Ice Team Tips: Patterning Fish with Logbooks

   11.11.13

Ice Team Tips: Patterning Fish with Logbooks

Keeping a logbook of the waters you fish, their conditions, and details of the catch (if applicable) are a key tool in the development of an angler. Logbooks help us to remember significant and minute events that may have affected the bite of the fish that day. Why were they there? Why aren’t they here? What are they feeding on? Those are all questions which a fishing logbook can answer for you.

The value in a logbook doesn’t come in the first season you keep it. It starts to be realized in the second, third, and fourth seasons as you can refer back, look at dates, conditions, and results and match them to what you are currently finding.

Fishing logbooks can be very basic, with only the amount of information you want to record, or as elaborate as you want to make them. Some can be purchased in paper or book form, while others can be downloaded onto a smartphone or computer. If you do download them, or use any electronic logbook, I strongly suggest that you regularly back it up to avoid loss with a single keystroke, or a phone dropped in the lake!

I choose to keep a simple paper log. It is based in a Daytimer organizer book. I keep several years’ worth of logs in one Daytimer, as the day of the week is irrelevant to me. My logbook entries are coded, and to anyone else would make little sense. To me, though, that code contains a wealth of information.

My daily logs include the following:

  • Date
  • Body of water and location on the water
  • Weather conditions (sunny, cloudy, partly cloudy, rain, snow)
  • Wind direction and speed
  • Water temperature
  • Lake level
  • Fish caught (species and number)
  • Size (length or weight)
  • Depth and water clarity where caught
  • Cover or structure fished (weedline, mudlines, rock, slopes, gravel, docks)
  • Lure or bait used (size and color)

This is the information that I have found over the years is most useful to me in patterning my lakes and fish.

Using my code, a recent log entry is “Gby, D-1, 35-45′, sun/calm, 52f, 6 LT, 20-24″, GM3W, 25′ low.”

Translated, that means that I fished Lake Granby, near Dike 1 in 35 to 45 feet of water. It was sunny and calm, the water temperature was 52 degrees. I caught six lake trout from 20 to 24 inches long on three-inch White Gulp Minnows and the lake was about 25 feet low.

The other advantage to using a Daytimer as a logbook is that there is space in the back for detailed contact information for people that I may meet at lakeside or on the water. If I need the number to that new bait shop, park ranger, game warden, or boat mechanic, I can look in the back and it’s right there!

There are many different styles and types of logbooks you can keep. The importance isn’t in what logbook you keep, it’s that you keep one! As much as I fish, it is nearly impossible for me to remember these details weeks or months later, let alone years later. Keeping my log has helped me to quickly see patterns based upon seasons, water temps, and weather and lake conditions. This, in turn, helps to put me on more and bigger fish for my clients—and myself!

Avatar Author ID 562 - 901769784

We were there at the beginning of the Ice Fishing Revolution…because we started it.

No one has done more to advance the sport of ice fishing than Ice Team. Since 1997 our Pros have come up with every significant ice fishing method and refinement in history, starting with Dave Genz and the Clam Fish Trap and the Vexilar flasher. And today our Pros continue to blaze new trails.

But they always circle back to shore to pick up anybody who wants to learn. This season, join the team and tap into our Pros’ knowledge. Let them provide you with up-to-the-minute, cutting edge advice, and resources you won’t find anywhere else.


→ **ASSIGNED TASK**
Leave the pictures out and reproduce, exactly, the lines from the one with "is (1293, 642)." through the end of the entries below.

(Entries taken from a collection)
= = = =

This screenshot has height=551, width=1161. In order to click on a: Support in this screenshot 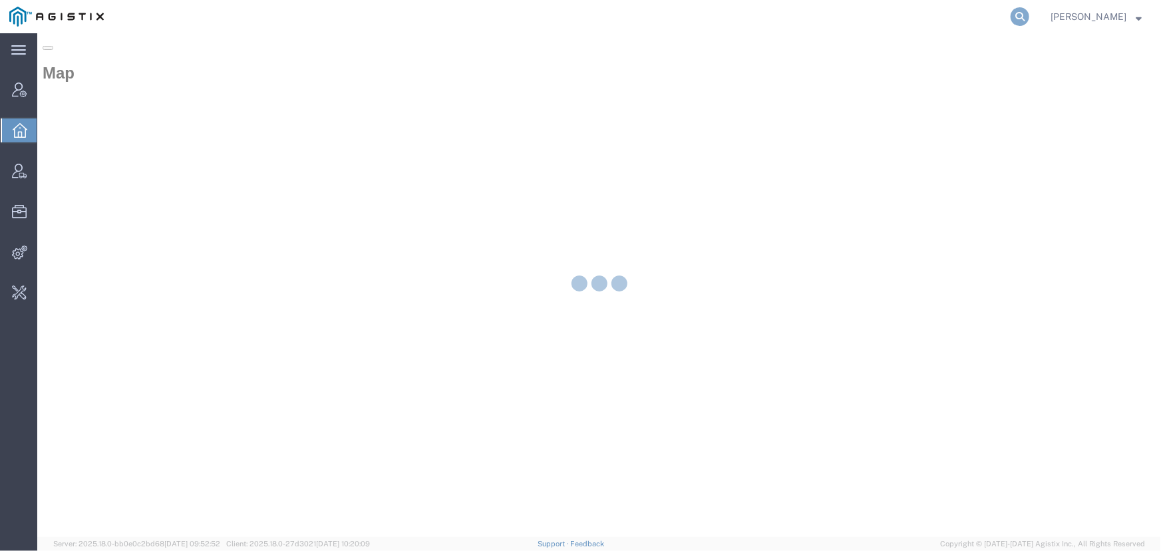, I will do `click(554, 544)`.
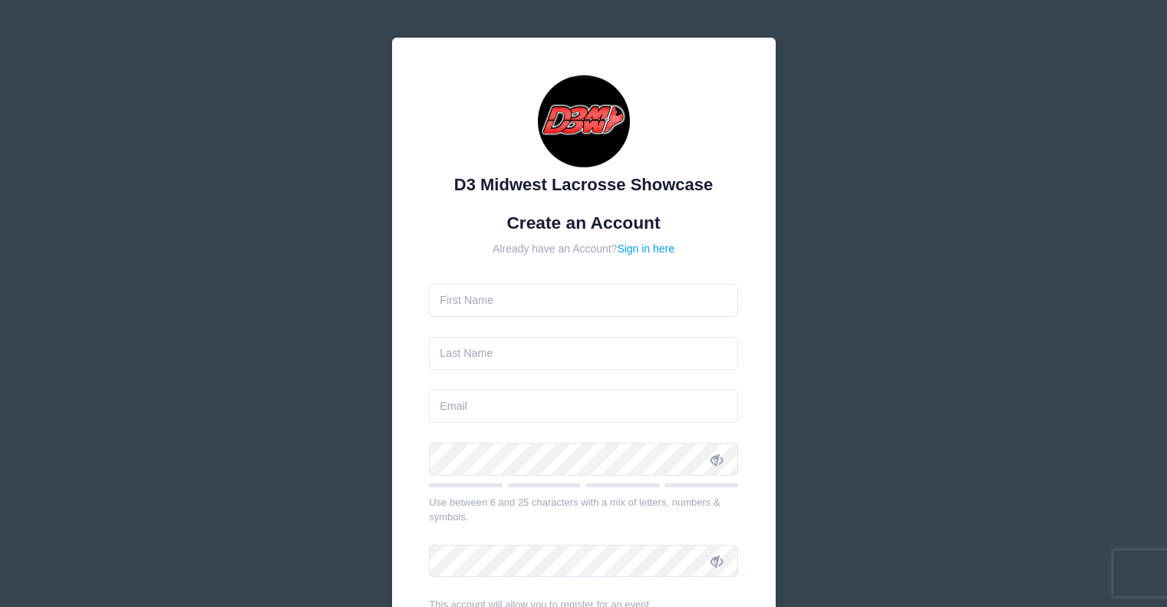 The height and width of the screenshot is (607, 1167). Describe the element at coordinates (583, 406) in the screenshot. I see `input: Email` at that location.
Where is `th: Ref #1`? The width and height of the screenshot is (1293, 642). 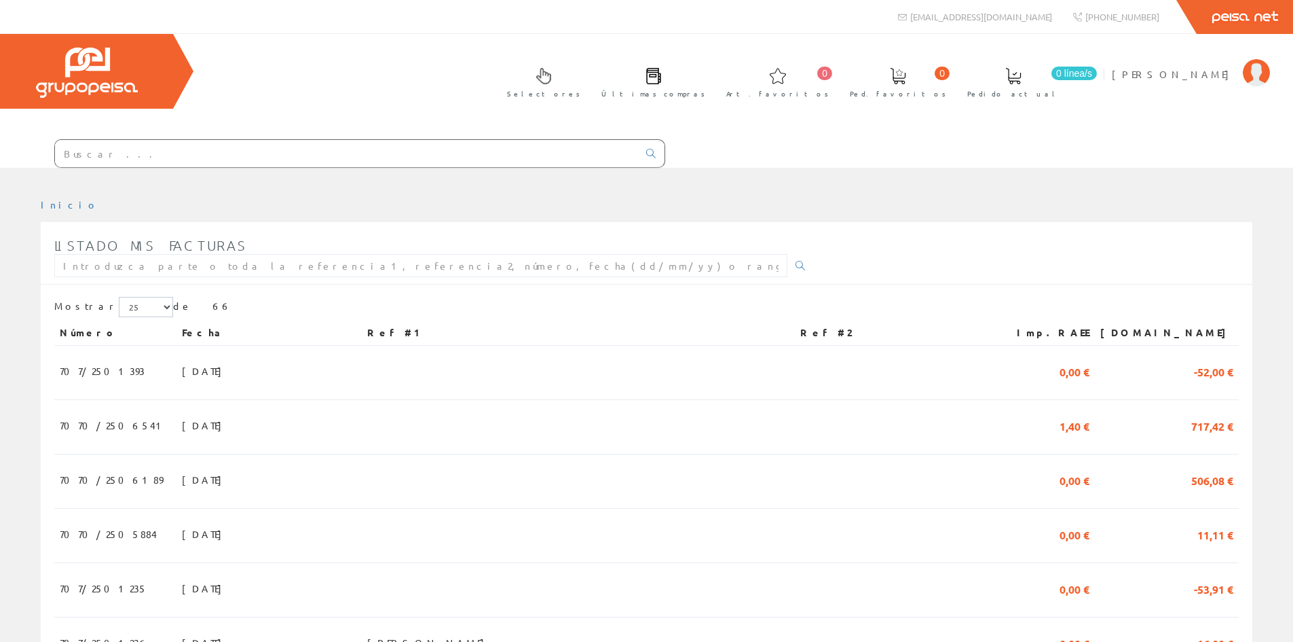
th: Ref #1 is located at coordinates (578, 333).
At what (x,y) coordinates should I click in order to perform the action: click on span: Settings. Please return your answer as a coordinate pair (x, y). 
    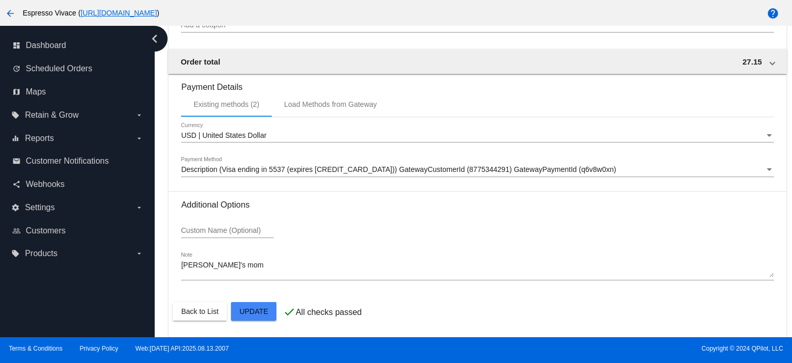
    Looking at the image, I should click on (40, 207).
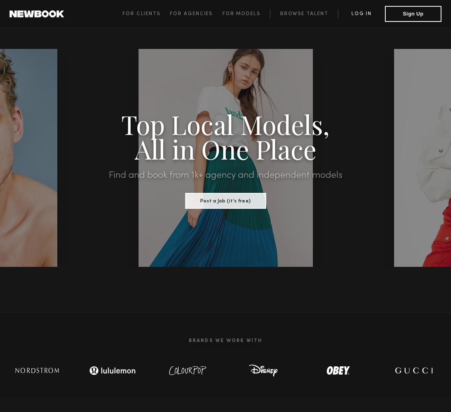  Describe the element at coordinates (225, 175) in the screenshot. I see `h2: Find and book from 1k+ agency and independent models` at that location.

= = = =

→ **THE ANSWER**
Where is `th: Ref #1`? The width and height of the screenshot is (1293, 642). 
th: Ref #1 is located at coordinates (578, 333).
At what (x,y) coordinates should I click in order to perform the action: click on span: Settings. Please return your answer as a coordinate pair (x, y). 
    Looking at the image, I should click on (40, 207).
  Describe the element at coordinates (225, 175) in the screenshot. I see `h2: Find and book from 1k+ agency and independent models` at that location.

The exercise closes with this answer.